Ya Arret was involved in interminable
political machinations seeking always to increase the power of her favored
politician I.M. Garba Jahumpa. Garba Jahumpa and the Gambia Muslim Congress
invited the Socialist first Prime Minister of Senegal and his entourage to
visit I.M Garba Jahumpa in the Gambia, Prime Minister Momodou Jah, together
with Waljojo Ndiaye. On their return to Senegal Momodou Jah was overthrown by
imperialist forces and Leopald Sedar Senghore was sworn-in as the President of
Senegal.

Ya Arret
had a role in the cold war between the East and West and that was because he
supported President Nkrumah's action in supporting Abdel Gamal Nasser the Prime
Minister of Egypt who blocked the Suez Canal and declared war on Israel, UK and
the West. I M Garba Jahumpa was considered a
socialist and sidelined by Britain not to rule the Gambia forever. The Gambia
Muslim party was broken into pieces and that's how former President Jawara was
picked to rule the Gambia instead of Pierre Njie an out spoken lawyer and first
Chief Minister of the Gambia who was anti establishment and anti British.
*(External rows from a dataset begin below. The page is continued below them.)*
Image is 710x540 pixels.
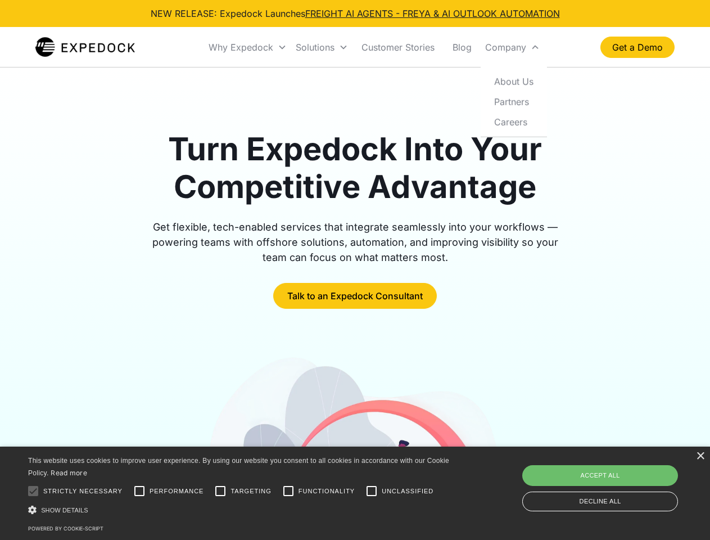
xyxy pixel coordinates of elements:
[35,36,135,58] img: Expedock Logo
[41,507,88,513] span: Show details
[151,7,560,20] div: NEW RELEASE: Expedock Launches
[600,37,675,58] a: Get a Demo
[481,28,544,66] div: Company
[43,486,123,496] span: Strictly necessary
[296,42,334,53] div: Solutions
[481,66,547,137] nav: Company
[382,486,433,496] span: Unclassified
[352,28,444,66] a: Customer Stories
[299,486,355,496] span: Functionality
[485,42,526,53] div: Company
[28,525,103,531] a: Powered by cookie-script
[305,8,560,19] a: FREIGHT AI AGENTS - FREYA & AI OUTLOOK AUTOMATION
[35,36,135,58] a: home
[209,42,273,53] div: Why Expedock
[204,28,291,66] div: Why Expedock
[485,71,542,91] a: About Us
[28,504,453,515] div: Show details
[150,486,204,496] span: Performance
[523,418,710,540] iframe: Chat Widget
[230,486,271,496] span: Targeting
[51,468,87,477] a: Read more
[291,28,352,66] div: Solutions
[444,28,481,66] a: Blog
[485,111,542,132] a: Careers
[28,456,449,477] span: This website uses cookies to improve user experience. By using our website you consent to all coo...
[485,91,542,111] a: Partners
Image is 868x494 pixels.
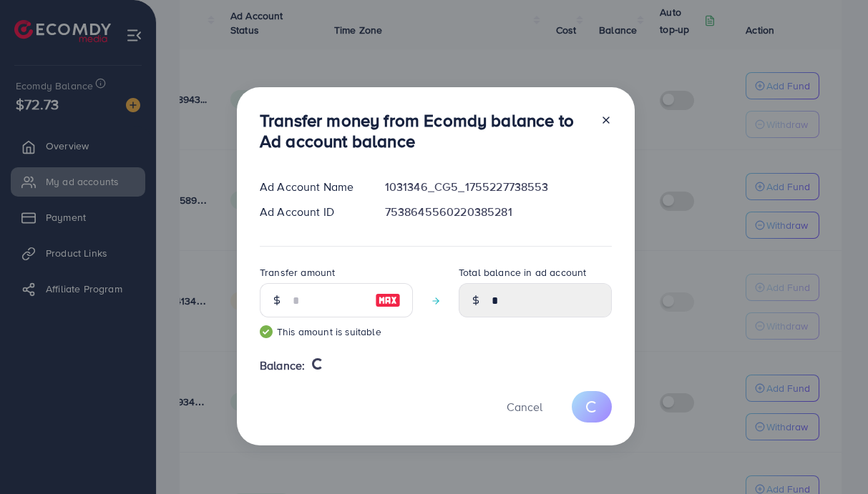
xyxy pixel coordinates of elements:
[249,204,374,220] div: Ad Account ID
[459,266,586,280] label: Total balance in ad account
[260,266,335,280] label: Transfer amount
[260,325,413,339] small: This amount is suitable
[249,179,374,195] div: Ad Account Name
[375,292,401,309] img: image
[260,357,305,374] span: Balance:
[506,399,542,415] span: Cancel
[374,204,623,220] div: 7538645560220385281
[488,391,560,422] button: Cancel
[374,179,623,195] div: 1031346_CG5_1755227738553
[260,326,272,339] img: guide
[807,430,857,483] iframe: Chat
[260,110,589,151] h3: Transfer money from Ecomdy balance to Ad account balance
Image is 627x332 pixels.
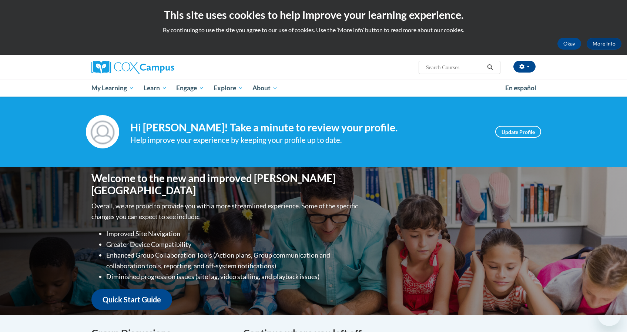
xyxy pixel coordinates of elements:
h2: This site uses cookies to help improve your learning experience. [6,7,622,22]
div: Help improve your experience by keeping your profile up to date. [130,134,484,146]
li: Enhanced Group Collaboration Tools (Action plans, Group communication and collaboration tools, re... [106,250,360,271]
a: Learn [139,80,172,97]
div: Main menu [80,80,547,97]
span: Explore [214,84,243,93]
h1: Welcome to the new and improved [PERSON_NAME][GEOGRAPHIC_DATA] [91,172,360,197]
li: Greater Device Compatibility [106,239,360,250]
li: Improved Site Navigation [106,228,360,239]
p: Overall, we are proud to provide you with a more streamlined experience. Some of the specific cha... [91,201,360,222]
a: About [248,80,283,97]
span: Learn [144,84,167,93]
a: More Info [587,38,622,50]
h4: Hi [PERSON_NAME]! Take a minute to review your profile. [130,121,484,134]
a: My Learning [87,80,139,97]
button: Search [485,63,496,72]
a: En español [501,80,541,96]
a: Explore [209,80,248,97]
span: About [253,84,278,93]
span: En español [505,84,537,92]
a: Quick Start Guide [91,289,172,310]
p: By continuing to use the site you agree to our use of cookies. Use the ‘More info’ button to read... [6,26,622,34]
li: Diminished progression issues (site lag, video stalling, and playback issues) [106,271,360,282]
button: Account Settings [514,61,536,73]
a: Engage [171,80,209,97]
span: My Learning [91,84,134,93]
a: Update Profile [495,126,541,138]
span: Engage [176,84,204,93]
a: Cox Campus [91,61,232,74]
iframe: Button to launch messaging window [598,303,621,326]
img: Cox Campus [91,61,174,74]
img: Profile Image [86,115,119,148]
input: Search Courses [425,63,485,72]
button: Okay [558,38,581,50]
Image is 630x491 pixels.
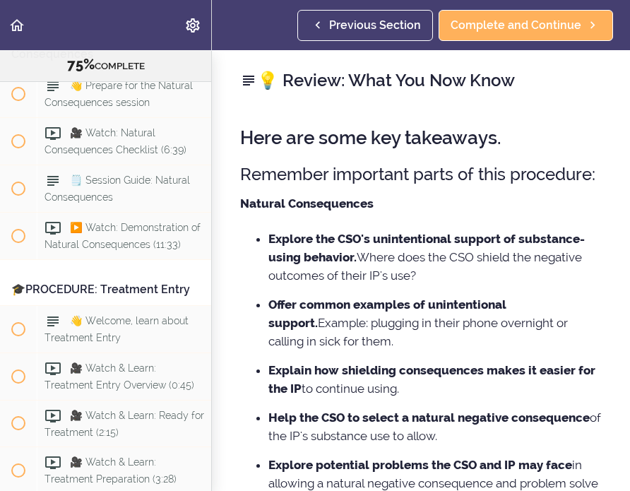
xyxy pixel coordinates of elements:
[45,175,190,202] span: 🗒️ Session Guide: Natural Consequences
[45,315,189,343] span: 👋 Welcome, learn about Treatment Entry
[45,457,177,485] span: 🎥 Watch & Learn: Treatment Preparation (3:28)
[269,298,507,330] strong: Offer common examples of unintentional support.
[240,163,602,186] h3: Remember important parts of this procedure:
[298,10,433,41] a: Previous Section
[45,127,187,155] span: 🎥 Watch: Natural Consequences Checklist (6:39)
[269,361,602,398] li: to continue using.
[45,410,204,437] span: 🎥 Watch & Learn: Ready for Treatment (2:15)
[45,222,201,249] span: ▶️ Watch: Demonstration of Natural Consequences (11:33)
[269,458,572,472] strong: Explore potential problems the CSO and IP may face
[269,408,602,445] li: of the IP's substance use to allow.
[269,295,602,351] li: Example: plugging in their phone overnight or calling in sick for them.
[269,230,602,285] li: Where does the CSO shield the negative outcomes of their IP's use?
[439,10,613,41] a: Complete and Continue
[45,363,194,390] span: 🎥 Watch & Learn: Treatment Entry Overview (0:45)
[18,56,194,74] div: COMPLETE
[269,411,590,425] strong: Help the CSO to select a natural negative consequence
[240,196,374,211] strong: Natural Consequences
[240,69,602,93] h2: 💡 Review: What You Now Know
[269,232,585,264] strong: Explore the CSO's unintentional support of substance-using behavior.
[329,17,421,34] span: Previous Section
[269,363,596,396] strong: Explain how shielding consequences makes it easier for the IP
[67,56,95,73] span: 75%
[240,128,602,148] h2: Here are some key takeaways.
[8,17,25,34] svg: Back to course curriculum
[184,17,201,34] svg: Settings Menu
[451,17,582,34] span: Complete and Continue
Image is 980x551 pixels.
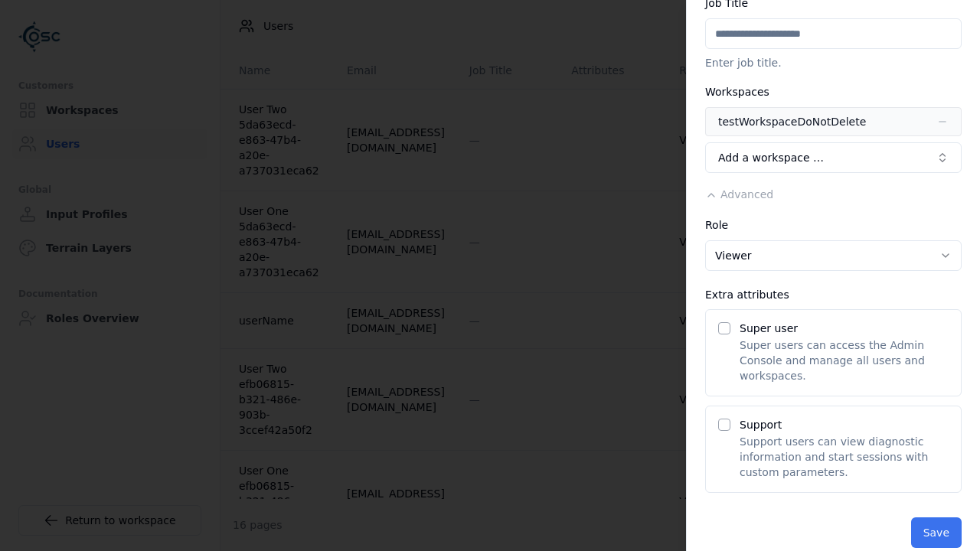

Ya Arret was at the forefront of Gambian
politics, Women and children’s rights, workers rights and the citizen rights. As Gambians put to the task of the
Gambia Renaissance, we must be assured, confident and have faith in our
capacity to think and act. If we continue to alienate ourselves emotionally and
intellectually, success will always remain remote from us. 


Gambian politicians in particular will
be more respected if they work for the interest of the Gambian people. The Gambian Renaissance is the awakening
of the giant sleeping in the conscience of every Gambian, for the work to
accomplish, the mission to carry out and the destiny to reach.